Found this in my "archives" and can't believe it's really been three years. When I look back on that time of our lives, it all seems like a blur...
This Knight Looked Like He Was Wearing Shining Armor
COMMENTARY By BILL MOOR South Bend Tribune Columnist
U.S. Marine Bobby Knight of South Bend has plenty of support just from his family. In front are Kelli and Kevin. From the left on the couch are Katie, Carrie (Urbanski) holding Nolan, Patty, Bob and Colleen. Another sister, Chrissie, is away at college. Tribune Photo/DAVE WITHAM
Yellow ribbons are tied around the flowering plum tree in Bob and Patty Knight's front yard ... an American flag hangs from their garage ... and a care package already is assembled atop the kitchen counter in the Knights' South Bend home.Their pride swells; their hearts hurt."How can something that makes you feel so proud also make you feel so bad," Patty asks.She is the mother of seven Knights, including one in shining armor. Or at least that is how her son Bobby looked to her last week when he bid his family farewell in his United States Marine uniform."All we know at this point is that he is at Camp Pendleton in California and that his unit will soon be heading to somewhere in the Middle East," Patty says.
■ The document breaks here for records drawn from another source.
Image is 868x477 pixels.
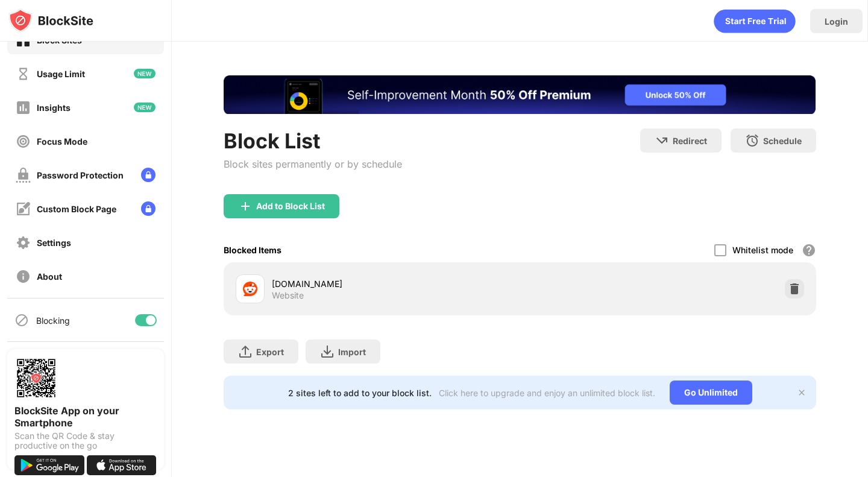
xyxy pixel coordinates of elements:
img: blocking-icon.svg [15,313,29,328]
img: insights-off.svg [15,100,31,115]
div: Custom Block Page [37,204,117,214]
img: x-button.svg [797,388,807,398]
div: Website [272,290,304,301]
div: Export [256,347,284,357]
img: logo-blocksite.svg [8,8,94,33]
img: password-protection-off.svg [15,167,31,183]
img: download-on-the-app-store.svg [87,455,157,475]
div: BlockSite App on your Smartphone [15,405,157,429]
img: settings-off.svg [15,235,31,250]
div: Block List [224,128,402,153]
div: 2 sites left to add to your block list. [288,388,431,398]
img: new-icon.svg [134,103,156,112]
img: options-page-qr-code.png [15,356,58,400]
iframe: Banner [224,76,816,114]
img: time-usage-off.svg [15,66,31,81]
img: lock-menu.svg [141,201,156,216]
div: Insights [37,103,71,113]
div: Block sites permanently or by schedule [224,158,402,170]
img: lock-menu.svg [141,167,156,182]
img: new-icon.svg [134,69,156,78]
div: Blocked Items [224,245,281,255]
img: customize-block-page-off.svg [15,201,31,217]
div: Password Protection [37,170,124,180]
div: Add to Block List [256,201,325,211]
div: Schedule [764,136,802,146]
div: Usage Limit [37,69,85,79]
div: Redirect [673,136,707,146]
div: About [37,271,62,281]
div: Click here to upgrade and enjoy an unlimited block list. [439,388,655,398]
div: Settings [37,238,71,248]
img: favicons [243,281,258,296]
div: Scan the QR Code & stay productive on the go [15,431,157,451]
img: get-it-on-google-play.svg [15,455,85,475]
div: [DOMAIN_NAME] [272,278,520,290]
div: Whitelist mode [733,245,794,255]
div: animation [714,9,796,33]
div: Focus Mode [37,137,87,147]
div: Login [825,16,848,26]
div: Blocking [36,315,70,326]
img: focus-off.svg [15,134,31,149]
div: Import [338,347,366,357]
div: Go Unlimited [670,381,753,405]
img: about-off.svg [15,269,31,284]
Bobby Knight -- yes, he heard all the "General" jokes about his name back in boot camp -- is a member of the Marine Corps Reserves Engineer Company B of the 6th Engineer Support Battalion. The South Bend-based unit was activated for up to a year a few weeks ago as part of Operation Enduring Freedom.Bobby, 25, is a graduate of LaSalle High School, a delivery truck driver for Bonnie Doon Ice Cream and a former volunteer basketball coach at Corpus Christi, his old grade school in South Bend.He could be the kid next door to any of us. Yet he may soon be up on the front line -- or clearing the way for the front line -- in our next war.
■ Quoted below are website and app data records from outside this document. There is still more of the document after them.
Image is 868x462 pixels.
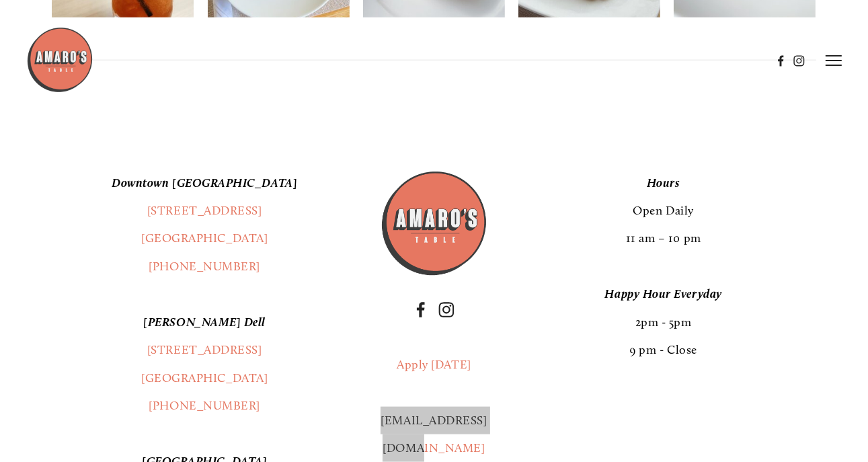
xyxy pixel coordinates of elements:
p: 2pm - 5pm 9 pm - Close [511,281,816,363]
a: Instagram [438,302,455,318]
img: Amaro's Table [26,26,94,94]
em: Downtown [GEOGRAPHIC_DATA] [112,176,297,190]
p: Open Daily 11 am – 10 pm [511,170,816,253]
img: Amaros_Logo.png [380,170,488,278]
em: Hours [647,176,680,190]
a: [GEOGRAPHIC_DATA] [141,231,267,245]
a: [STREET_ADDRESS] [147,342,263,357]
a: [PHONE_NUMBER] [148,398,260,413]
a: Facebook [413,302,429,318]
a: [EMAIL_ADDRESS][DOMAIN_NAME] [381,413,487,455]
a: [GEOGRAPHIC_DATA] [141,371,267,386]
a: [PHONE_NUMBER] [148,259,260,274]
em: Happy Hour Everyday [605,286,722,301]
a: Apply [DATE] [397,357,471,372]
em: [PERSON_NAME] Dell [143,315,266,330]
a: [STREET_ADDRESS] [147,203,263,218]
His five sisters -- 27-year-old Carrie Urbanski, 23-year-old twins Katie and Colleen, 19-year-old Chrissie and 10-year-old Kelli -- along with kid brother Kevin, 15, all keep him in their prayers."He told me I shouldn't be scared for him," says little Kelli, a fifth-grader at Corpus Christi. "I am trying not to be.""If the others in the military are like Bobby, then we are in very good hands," says Carrie, a fourth-grade teacher at Monroe Elementary School.
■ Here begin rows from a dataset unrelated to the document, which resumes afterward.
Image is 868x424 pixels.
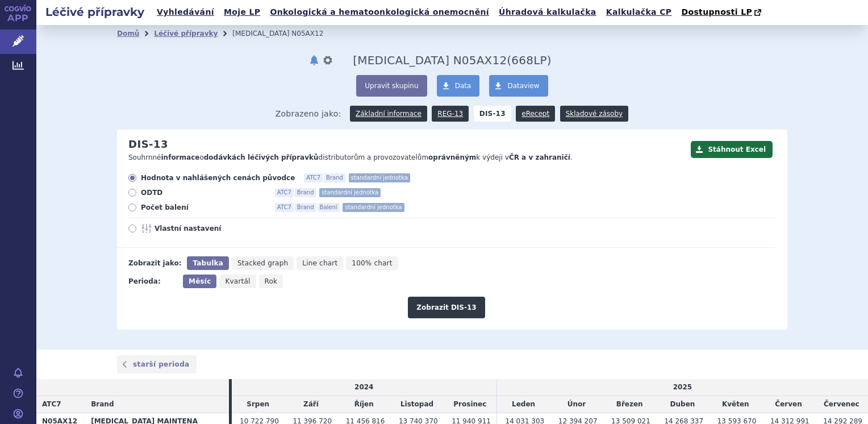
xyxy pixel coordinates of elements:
[309,53,320,67] button: notifikace
[129,153,685,163] p: Souhrnné o distributorům a provozovatelům k výdeji v .
[338,396,390,413] td: Říjen
[682,7,752,17] span: Dostupnosti LP
[129,138,168,151] h2: DIS-13
[188,277,211,286] span: Měsíc
[225,277,250,286] span: Kvartál
[603,5,676,20] a: Kalkulačka CP
[266,5,493,20] a: Onkologická a hematoonkologická onemocnění
[678,5,767,21] a: Dostupnosti LP
[507,82,539,90] span: Dataview
[353,53,507,67] span: Aripiprazole N05AX12
[656,396,709,413] td: Duben
[232,379,497,396] td: 2024
[295,203,316,212] span: Brand
[117,355,197,374] a: starší perioda
[356,75,427,97] button: Upravit skupinu
[444,396,497,413] td: Prosinec
[304,174,323,183] span: ATC7
[295,189,316,198] span: Brand
[154,5,217,20] a: Vyhledávání
[352,259,392,267] span: 100% chart
[204,154,319,161] strong: dodávkách léčivých přípravků
[507,53,551,67] span: ( LP)
[511,53,534,67] span: 668
[141,203,266,212] span: Počet balení
[489,75,548,97] a: Dataview
[455,82,472,90] span: Data
[350,106,428,122] a: Základní informace
[275,203,294,212] span: ATC7
[285,396,338,413] td: Září
[237,259,288,267] span: Stacked graph
[232,396,285,413] td: Srpen
[232,25,338,42] li: Aripiprazole N05AX12
[691,141,773,158] button: Stáhnout Excel
[193,259,222,267] span: Tabulka
[42,400,61,409] span: ATC7
[343,203,404,212] span: standardní jednotka
[275,189,294,198] span: ATC7
[265,277,278,286] span: Rok
[496,5,600,20] a: Úhradová kalkulačka
[428,154,476,161] strong: oprávněným
[318,203,339,212] span: Balení
[302,259,338,267] span: Line chart
[474,106,511,122] strong: DIS-13
[161,154,200,161] strong: informace
[154,224,280,233] span: Vlastní nastavení
[322,53,334,67] button: nastavení
[129,257,181,270] div: Zobrazit jako:
[154,30,217,37] a: Léčivé přípravky
[509,154,570,161] strong: ČR a v zahraničí
[141,174,295,183] span: Hodnota v nahlášených cenách původce
[117,30,140,37] a: Domů
[550,396,603,413] td: Únor
[390,396,443,413] td: Listopad
[432,106,469,122] a: REG-13
[709,396,762,413] td: Květen
[516,106,555,122] a: eRecept
[437,75,480,97] a: Data
[91,400,114,409] span: Brand
[408,297,485,318] button: Zobrazit DIS-13
[762,396,815,413] td: Červen
[129,275,177,288] div: Perioda:
[37,4,154,20] h2: Léčivé přípravky
[560,106,628,122] a: Skladové zásoby
[496,379,868,396] td: 2025
[324,174,345,183] span: Brand
[496,396,550,413] td: Leden
[141,189,266,198] span: ODTD
[349,174,410,183] span: standardní jednotka
[320,189,381,198] span: standardní jednotka
[815,396,868,413] td: Červenec
[221,5,264,20] a: Moje LP
[604,396,656,413] td: Březen
[276,106,341,122] span: Zobrazeno jako:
Bobby Knight loves being a Marine, while serving as a heavy-equipment operator for his engineering unit. "They kiddingly call themselves 'Uncle Sam's Construction Company,''' his mother says.During past summer camps, he and his comrades have been to El Salvador to build a medical facility, to Honduras to build a school and to South Korea last summer to build roads and get their taste of combat training."I think the Marines have given Bobby a new direction in life," his father says."It definitely has changed him," Patty adds. "He has gone to these countries and has seen people with nothing but still be as happy as can be. So when he goes back to his own house and sees all the things he has, I think it makes him appreciate it even more."And want to help more, too.Even on the homefront.
When his sisters need a hand, he becomes the go-to guy after they call. And now he is answering his country's call."They actually told him back in July not to make plans for the holidays," Patty says. "So we were very grateful to have him through Christmas and New Year's."I do know he is ready," she continues. "Four years ago, when he went off to boot camp, he admitted he was scared to death. But not now. He says he knows that he and his unit can do the job."His family is in awe of his resolve and how the Marines have helped mold him into a man.A few weeks before Christmas, Bobby and two other Marines came to his sister Carrie's classroom at Monroe to pick up presents that her students had brought in for the Toys for Tots campaign. She could hardly believe that this was the kid brother who used to pull her hair.
In 10-year-old Kelli Knight's fifth-grade class at Corpus Christi, they already have written letters to Bobby."What makes that even more special is that the teacher, Mrs. (Janet) Pethick, also was Bobby's fifth-grade teacher," Patty says.Like many other young men and women in the military, Bobby Knight has his support group back on the home front.Godspeed to all of them.Bobby left South Bend last week with homemade blueberry muffins in one hand and a rosary from his youngest sister in his other.His mother nods. "Family and faith -- that's how we will get though this next year."